Rabbi Korngold was on the East
Coast vacationing at a friend's farm with her daughters
Ori and Sadie, visiting her parents, and leading the
upstate Chatham Synagogue in a nature hike and Saturday
morning services at the Schor Conservation Area—233
acres of forest, pond, a picnic area in Columbia County,
and hopefully God's presence.
I'd been invited by Bruce Shenker,
a member of the congregation and a serious runner. A
weekend doesn't go by that Bruce isn't testing his limits
by entering some race or climbing some mountain buried
in snow for the fleeting pleasure of telemark skiing
down it. So I feared this was going to be one more exercise
in heart-attack-flirting, cardiovascular extremism.
Fortunately, the majority of the
congregation seemed not nearly as fit as Bruce or the
rabbi. Also, she was carrying Ori on her back, so it
was unlikely she was going to break into a run while
leading Shabbat services.
The rabbi instructed us to form
a circle and introduce ourselves—there seemed
far more psychoanalysts than in the general population—then
led us into the woods. "For many people their most
spiritual moments are outdoors," she explained,
adding that she's simply going where her congregants
are. "They're out here hiking and skiing. Instead
of fighting it, why don't we use the spirituality people
experience outdoors as a springboard for the Jewish
experience?"
I could relate to that and to something
else the rabbi, the author of two books—"God
in the Wilderness; Rediscovering the Spirituality of
the Great Outdoors with the Adventure Rabbi"
and "The God
Upgrade; Finding Your 21st-Century Spirituality in Judaism's
5,000-Year-Old Tradition"—said at our
first stop, a crossroads in the woods. "The most
important thing in spirituality is stopping and noticing."
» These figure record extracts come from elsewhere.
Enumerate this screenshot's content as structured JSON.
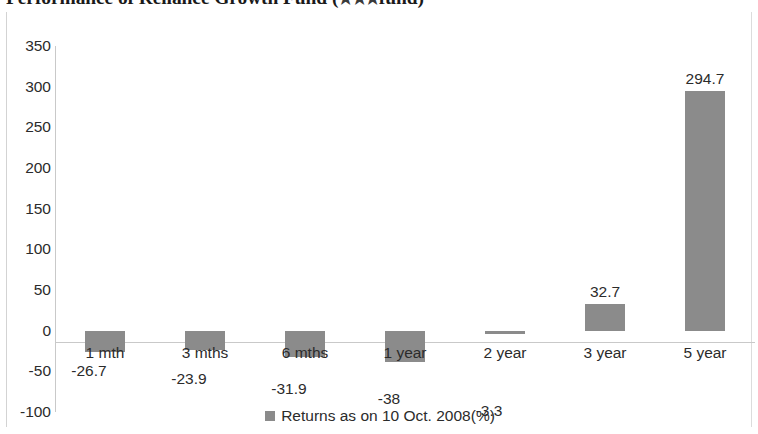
{
  "chart_data": {
    "type": "bar",
    "title": "Performance of Reliance Growth Fund",
    "title_suffix_open": "(",
    "title_stars": "★★★",
    "title_suffix_close": "fund)",
    "xlabel": "",
    "ylabel": "",
    "ylim": [
      -100,
      350
    ],
    "ytick_step": 50,
    "grid": false,
    "legend_position": "bottom-center",
    "categories": [
      "1 mth",
      "3 mths",
      "6 mths",
      "1 year",
      "2 year",
      "3 year",
      "5 year"
    ],
    "values": [
      -26.7,
      -23.9,
      -31.9,
      -38,
      -3.3,
      32.7,
      294.7
    ],
    "value_labels": [
      "-26.7",
      "-23.9",
      "-31.9",
      "-38",
      "-3.3",
      "32.7",
      "294.7"
    ],
    "ytick_labels": [
      "350",
      "300",
      "250",
      "200",
      "150",
      "100",
      "50",
      "0",
      "-50",
      "-100"
    ],
    "series": [
      {
        "name": "Returns  as on 10 Oct. 2008(%)",
        "color": "#8b8b8b",
        "values": [
          -26.7,
          -23.9,
          -31.9,
          -38,
          -3.3,
          32.7,
          294.7
        ]
      }
    ]
  },
  "legend": {
    "label": "Returns  as on 10 Oct. 2008(%)"
  }
}
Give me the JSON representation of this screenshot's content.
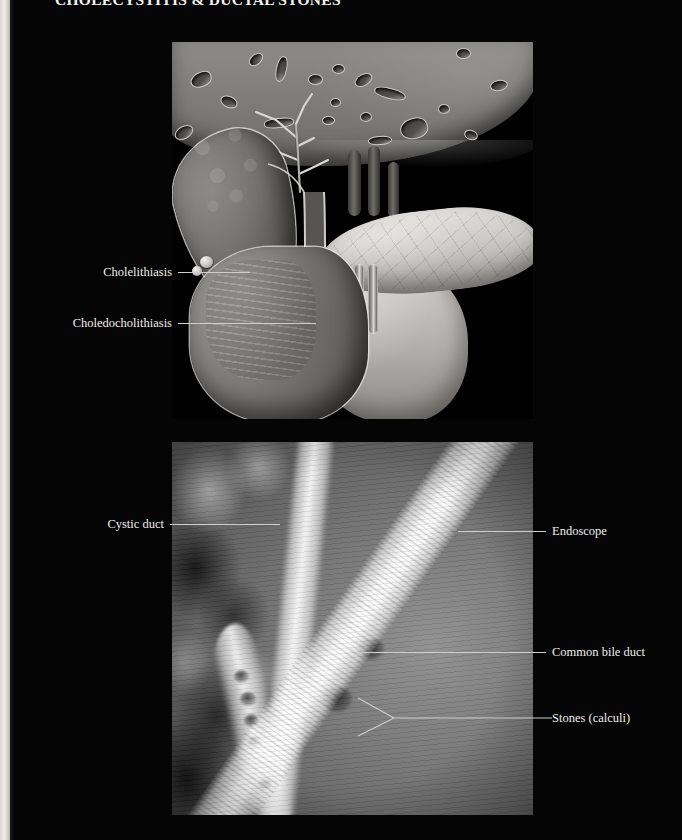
{
  "page": {
    "title": "CHOLECYSTITIS & DUCTAL STONES",
    "background_color": "#000000",
    "text_color": "#efeeea",
    "leader_line_color": "#cfcec9"
  },
  "figures": [
    {
      "id": "anatomy",
      "kind": "medical-illustration",
      "caption_labels": [
        "Cholelithiasis",
        "Choledocholithiasis"
      ],
      "depicted_structures": [
        "liver",
        "intrahepatic bile ducts",
        "gallbladder",
        "cystic duct",
        "common bile duct",
        "pancreas",
        "duodenum"
      ]
    },
    {
      "id": "xray",
      "kind": "ercp-cholangiogram",
      "caption_labels": [
        "Cystic duct",
        "Endoscope",
        "Common bile duct",
        "Stones (calculi)"
      ],
      "depicted_structures": [
        "contrast-filled biliary tree",
        "endoscope",
        "filling defects"
      ]
    }
  ],
  "labels": {
    "cholelithiasis": "Cholelithiasis",
    "choledocholithiasis": "Choledocholithiasis",
    "cystic_duct": "Cystic duct",
    "endoscope": "Endoscope",
    "common_bile_duct": "Common bile duct",
    "stones_calculi": "Stones (calculi)"
  }
}
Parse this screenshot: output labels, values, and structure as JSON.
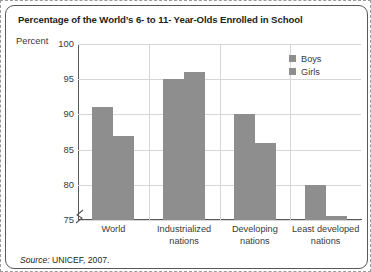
{
  "title": "Percentage of the World’s 6- to 11- Year-Olds Enrolled in School",
  "axis": {
    "y_label": "Percent",
    "ticks": [
      "100",
      "95",
      "90",
      "85",
      "80",
      "75"
    ]
  },
  "legend": {
    "items": [
      {
        "label": "Boys",
        "color": "#8e8e8e"
      },
      {
        "label": "Girls",
        "color": "#8e8e8e"
      }
    ]
  },
  "categories": [
    {
      "line1": "World",
      "line2": ""
    },
    {
      "line1": "Industrialized",
      "line2": "nations"
    },
    {
      "line1": "Developing",
      "line2": "nations"
    },
    {
      "line1": "Least developed",
      "line2": "nations"
    }
  ],
  "source": {
    "prefix": "Source:",
    "text": " UNICEF, 2007."
  },
  "chart_data": {
    "type": "bar",
    "title": "Percentage of the World’s 6- to 11- Year-Olds Enrolled in School",
    "xlabel": "",
    "ylabel": "Percent",
    "ylim": [
      75,
      100
    ],
    "yticks": [
      75,
      80,
      85,
      90,
      95,
      100
    ],
    "grid": true,
    "legend_position": "top-right",
    "categories": [
      "World",
      "Industrialized nations",
      "Developing nations",
      "Least developed nations"
    ],
    "series": [
      {
        "name": "Boys",
        "values": [
          91,
          95,
          90,
          80
        ],
        "color": "#8e8e8e"
      },
      {
        "name": "Girls",
        "values": [
          87,
          96,
          86,
          75.5
        ],
        "color": "#8e8e8e"
      }
    ],
    "annotations": [
      "y-axis is broken below 75"
    ],
    "source": "Source: UNICEF, 2007."
  }
}
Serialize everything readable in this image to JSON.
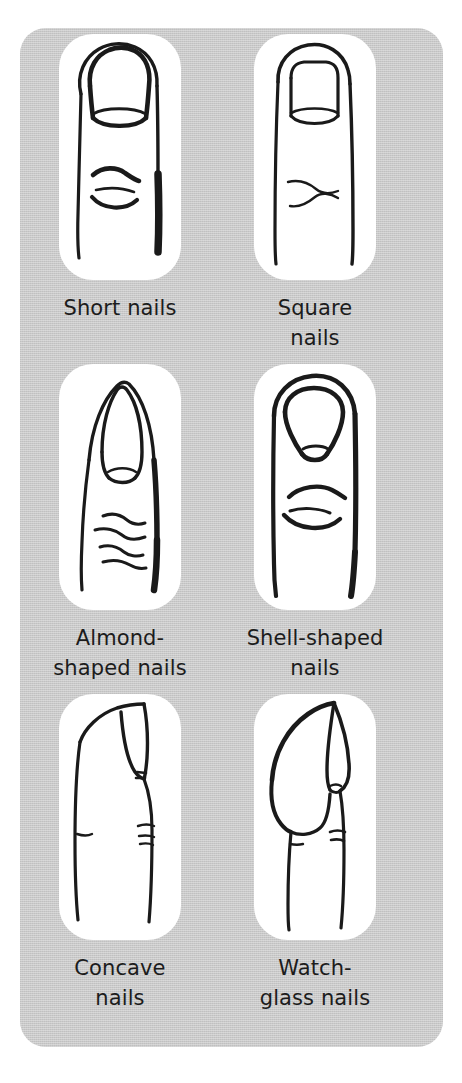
{
  "figure": {
    "panel_color": "#c9c9c9",
    "card_color": "#ffffff",
    "ink_color": "#1a1a1a",
    "columns": 2,
    "rows": 3
  },
  "cells": [
    {
      "id": "short-nails",
      "icon": "finger-front-short-nail-icon",
      "caption_lines": [
        "Short nails"
      ],
      "row": 1,
      "column": "left"
    },
    {
      "id": "square-nails",
      "icon": "finger-front-square-nail-icon",
      "caption_lines": [
        "Square",
        "nails"
      ],
      "row": 1,
      "column": "right"
    },
    {
      "id": "almond-shaped-nails",
      "icon": "finger-front-almond-nail-icon",
      "caption_lines": [
        "Almond-",
        "shaped nails"
      ],
      "row": 2,
      "column": "left"
    },
    {
      "id": "shell-shaped-nails",
      "icon": "finger-front-shell-nail-icon",
      "caption_lines": [
        "Shell-shaped",
        "nails"
      ],
      "row": 2,
      "column": "right"
    },
    {
      "id": "concave-nails",
      "icon": "finger-profile-concave-nail-icon",
      "caption_lines": [
        "Concave",
        "nails"
      ],
      "row": 3,
      "column": "left"
    },
    {
      "id": "watch-glass-nails",
      "icon": "finger-profile-watchglass-nail-icon",
      "caption_lines": [
        "Watch-",
        "glass nails"
      ],
      "row": 3,
      "column": "right"
    }
  ]
}
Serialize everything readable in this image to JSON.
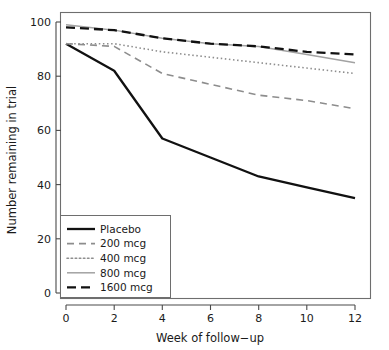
{
  "chart_data": {
    "type": "line",
    "title": "",
    "xlabel": "Week of follow−up",
    "ylabel": "Number remaining in trial",
    "x": [
      0,
      2,
      4,
      6,
      8,
      10,
      12
    ],
    "xlim": [
      -0.55,
      12.6
    ],
    "ylim": [
      -2,
      104
    ],
    "xticks": [
      0,
      2,
      4,
      6,
      8,
      10,
      12
    ],
    "xtick_labels": [
      "0",
      "2",
      "4",
      "6",
      "8",
      "10",
      "12"
    ],
    "yticks": [
      0,
      20,
      40,
      60,
      80,
      100
    ],
    "ytick_labels": [
      "0",
      "20",
      "40",
      "60",
      "80",
      "100"
    ],
    "grid": false,
    "legend_position": "lower-left",
    "series": [
      {
        "name": "Placebo",
        "values": [
          92,
          82,
          57,
          50,
          43,
          39,
          35
        ],
        "color": "#111111",
        "style": "solid",
        "width": 2.3,
        "dash": "none"
      },
      {
        "name": "200 mcg",
        "values": [
          92,
          91,
          81,
          77,
          73,
          71,
          68
        ],
        "color": "#8d8d8d",
        "style": "dashed",
        "width": 1.6,
        "dash": "7,5"
      },
      {
        "name": "400 mcg",
        "values": [
          92,
          92,
          89,
          87,
          85,
          83,
          81
        ],
        "color": "#8d8d8d",
        "style": "dotted",
        "width": 1.6,
        "dash": "1.5,2.6"
      },
      {
        "name": "800 mcg",
        "values": [
          99,
          97,
          94,
          92,
          91,
          88,
          85
        ],
        "color": "#a2a2a2",
        "style": "solid",
        "width": 1.5,
        "dash": "none"
      },
      {
        "name": "1600 mcg",
        "values": [
          98,
          97,
          94,
          92,
          91,
          89,
          88
        ],
        "color": "#111111",
        "style": "dashed",
        "width": 2.3,
        "dash": "9,5"
      }
    ]
  },
  "axes": {
    "x_title": "Week of follow−up",
    "y_title": "Number remaining in trial"
  },
  "legend": {
    "entries": [
      {
        "label": "Placebo"
      },
      {
        "label": "200 mcg"
      },
      {
        "label": "400 mcg"
      },
      {
        "label": "800 mcg"
      },
      {
        "label": "1600 mcg"
      }
    ]
  },
  "ticks": {
    "x": [
      "0",
      "2",
      "4",
      "6",
      "8",
      "10",
      "12"
    ],
    "y": [
      "0",
      "20",
      "40",
      "60",
      "80",
      "100"
    ]
  },
  "colors": {
    "placebo": "#111111",
    "mcg200": "#8d8d8d",
    "mcg400": "#8d8d8d",
    "mcg800": "#a2a2a2",
    "mcg1600": "#111111",
    "frame": "#6e6e6e",
    "text": "#1a1a1a",
    "background": "#ffffff"
  }
}
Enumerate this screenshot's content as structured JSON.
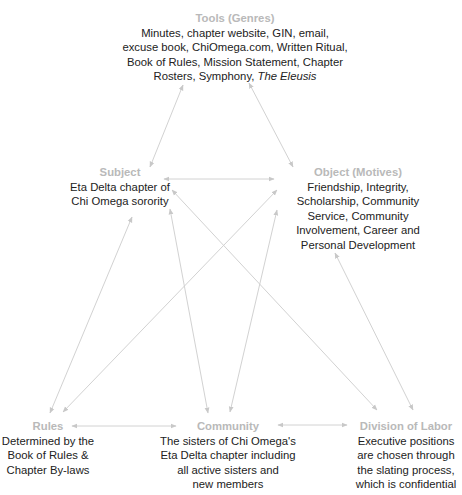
{
  "diagram": {
    "type": "activity-system-triangle",
    "arrow_color": "#cfcfcf",
    "title_color": "#b9b9b9",
    "text_color": "#222222",
    "nodes": {
      "tools": {
        "title": "Tools (Genres)",
        "lines": [
          "Minutes, chapter website, GIN, email,",
          "excuse book, ChiOmega.com, Written Ritual,",
          "Book of Rules, Mission Statement, Chapter",
          "Rosters, Symphony, "
        ],
        "italic_tail": "The Eleusis"
      },
      "subject": {
        "title": "Subject",
        "lines": [
          "Eta Delta chapter of",
          "Chi Omega sorority"
        ]
      },
      "object": {
        "title": "Object (Motives)",
        "lines": [
          "Friendship, Integrity,",
          "Scholarship, Community",
          "Service, Community",
          "Involvement, Career and",
          "Personal Development"
        ]
      },
      "rules": {
        "title": "Rules",
        "lines": [
          "Determined by the",
          "Book of Rules &",
          "Chapter By-laws"
        ]
      },
      "community": {
        "title": "Community",
        "lines": [
          "The sisters of Chi Omega's",
          "Eta Delta chapter including",
          "all active sisters and",
          "new members"
        ]
      },
      "division": {
        "title": "Division of Labor",
        "lines": [
          "Executive positions",
          "are chosen through",
          "the slating process,",
          "which is confidential"
        ]
      }
    },
    "connections": [
      {
        "from": "tools",
        "to": "subject"
      },
      {
        "from": "tools",
        "to": "object"
      },
      {
        "from": "subject",
        "to": "object"
      },
      {
        "from": "subject",
        "to": "rules"
      },
      {
        "from": "object",
        "to": "rules"
      },
      {
        "from": "subject",
        "to": "community"
      },
      {
        "from": "object",
        "to": "community"
      },
      {
        "from": "subject",
        "to": "division"
      },
      {
        "from": "object",
        "to": "division"
      },
      {
        "from": "rules",
        "to": "community"
      },
      {
        "from": "community",
        "to": "division"
      }
    ]
  }
}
I'm always amazed that when I go
bird-watching I rarely spot any birds—at least
at first. It's not until I acclimate myself to the woods,
get in sync with the rhythms of the forest, which requires
a series of steps—among them stopping, listening,
seeing, and obviously turning one's smartphone to "quiet,"
that the forest starts to unfold. I like to think of
the time I spend in the forest as my synagogue, and
it was nice to get some reinforcement from an actual
rabbi.
I'm not sure what came first—Rabbi
Korngold's spirituality or her love of the outdoors,
though they often go hand in hand—but her relationship
to nature, at least when she was younger, seemed to
burn far more calories than mine. "I was an ultramarathon
runner," she explained. "And I was the fourth-ranked
telemark mogul skier in America."
The news mightily impressed Bruce,
probably as much as the rabbi's religious training.
Telemark skiing—a hybrid of cross-country and
downhill—is challenging enough on groomed trails.
Racing moguls is borderline suicidal. "Don't ask
me how my knees are," the rabbi warned.
Apparently even more impressive
was her finish in the Leadville Trail 100 Ultramarathon,
an annual Colorado race where the competitors run 100
miles, climb to over 12,000 feet, and half fail to finish.
The rabbi completed the course several years back in
just under the 30-hour limit. "And she went to
the hospital because she was so dehydrated," her
father, Robert Korngold, a teacher who was along on
our hike, reported.
The altitude wasn't an issue on
our walk and the sky was cloudless. "Where does
God dwell?" the rabbi asked, citing a question
in a favorite Martin Buber story, as we emerged from
the woods by the side of the Schor Conservation Area's
pond. "God dwells where you let God in. I can't
tell you what God is. You have to wrestle with that
yourself. But I can tell you God dwells where you let
God in."
Our final stop was a shelter overlooking
the pond where the rabbi handed out blue prayer books
and led the congregation in services. She also addressed
the challenge faced by weekenders, of which there seemed
more than a few in attendance: If we equate nature with
spirituality what are we supposed to do the rest of
the week? Does God also exist on the "A" train
or rushing to a business meeting along Sixth Avenue?
Rabbi Korngold cited the humble biblical thorn bush.
"No place is devoid of the divine presence,"
she said, "not even a thorn bush."
She returned to her admonition
to take the time to orient oneself in nature, prayer
a good way of doing so. "I think of blessings as
speed bumps," she said. "They help me slow
down. I say my blessings very quickly. But I say them."